In 1980, George Brett of the Kansas City Royals finished the season with a .390 average. He was hitting .400 through 134 of his team’s games, which is the deepest into a season a player has been at .400 since 1941; however, through the Royals’ first 60 games, Brett was batting .337. Injuries limited Brett to just 117 games in 1980, and his 515 plate appearances were just 13 more than he needed to qualify for the batting title.

In 1957, Williams finished the season with a .388 average, but he dropped below .400 after Boston’s twenty-first game; through 60 games, he was hitting .360.

In 1977, Rod Carew of the Minnesota Twins also finished the season with a .388 average. He was hitting .388 through the Twins’ sixtieth game and was above .400 through 85 games. Carew racked up 239 hits in 616 at-bats and 694 plate appearances, so this was a solid .388 average.

In 1999, Larry Walker of the Colorado Rockies finished the season with a .379 average. He fell below .400 after 33 games and was hitting .353 through 60 games.
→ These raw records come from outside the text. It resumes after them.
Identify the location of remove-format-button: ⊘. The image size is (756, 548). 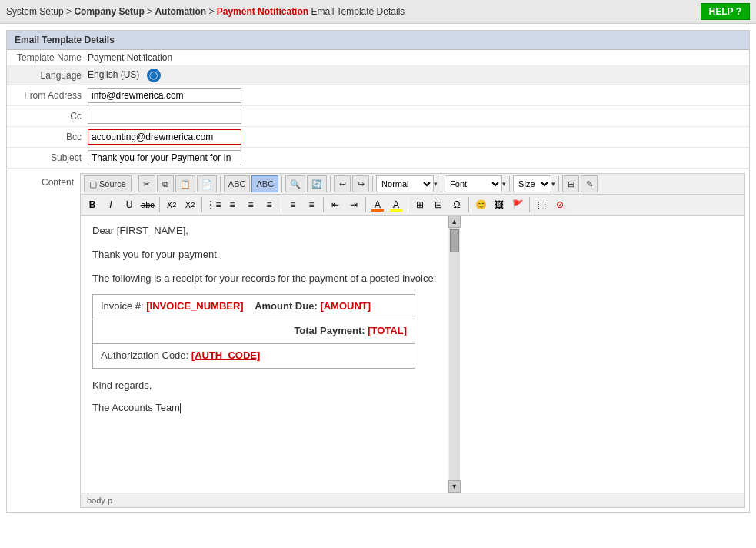
(560, 205).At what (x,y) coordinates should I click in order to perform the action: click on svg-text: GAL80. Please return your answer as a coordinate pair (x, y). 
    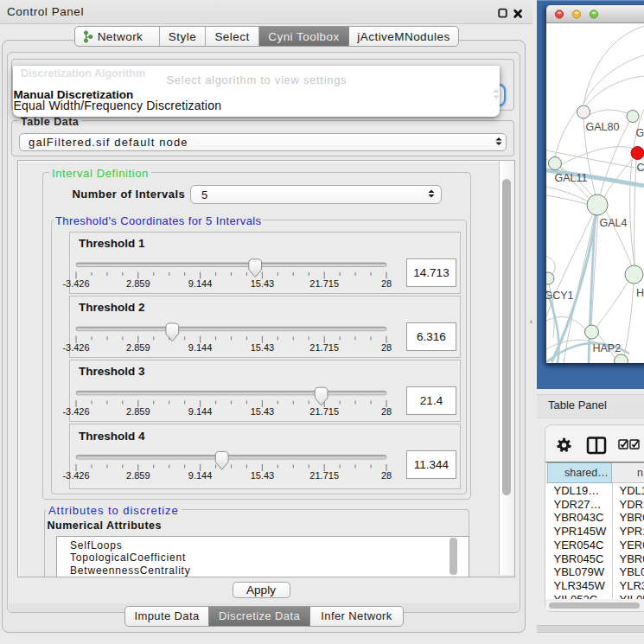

Since 1941 at least five players made it through their team’s first 60 games while batting over .400. The last to do it was Chipper Jones of the Atlanta Braves. In 2008, he was hitting .409 after the Braves’ first 60 games and made it through 73 games before dipped below .400. Jones finished the season at .364 and won his only National League batting title.

© T.C.G.

In 1997, Walker was hitting .417 through Colorado’s first 60 games and held onto his .400 average through the team’s first 96 games; he finished the season at .366.

In the strike-shortened season of 1994, Paul O’Neill of the New York Yankees also was hitting .417 through the team’s first 60 games, but after three more games, he dropped below .400.  He finished the year at .359, winning the American League batting title.

In 1983, Carew, by then with the California Angels, was hitting .411 through his team’s first 60 games and was over .400 through 85 games. Carew finished the season at .339. It was his fifteenth consecutive and final season with an average over .300.

In 1948, Stan “the Man” Musial of the St. Louis Cardinals was hitting .408 through his team’s first 60 games. He stayed above .400 through the Cardinals’ seventy-sixth game. Musial finished the season at .376, winning the third of his seven National League batting titles.

Just over a week into the season only two players are hitting over .400. At this point, however, the biggest challenge to hitting .400 will be keeping the season going in the midst of a pandemic.

(Statistics are from Baseball-Reference and RetrosheetGame details are from Retrosheet.)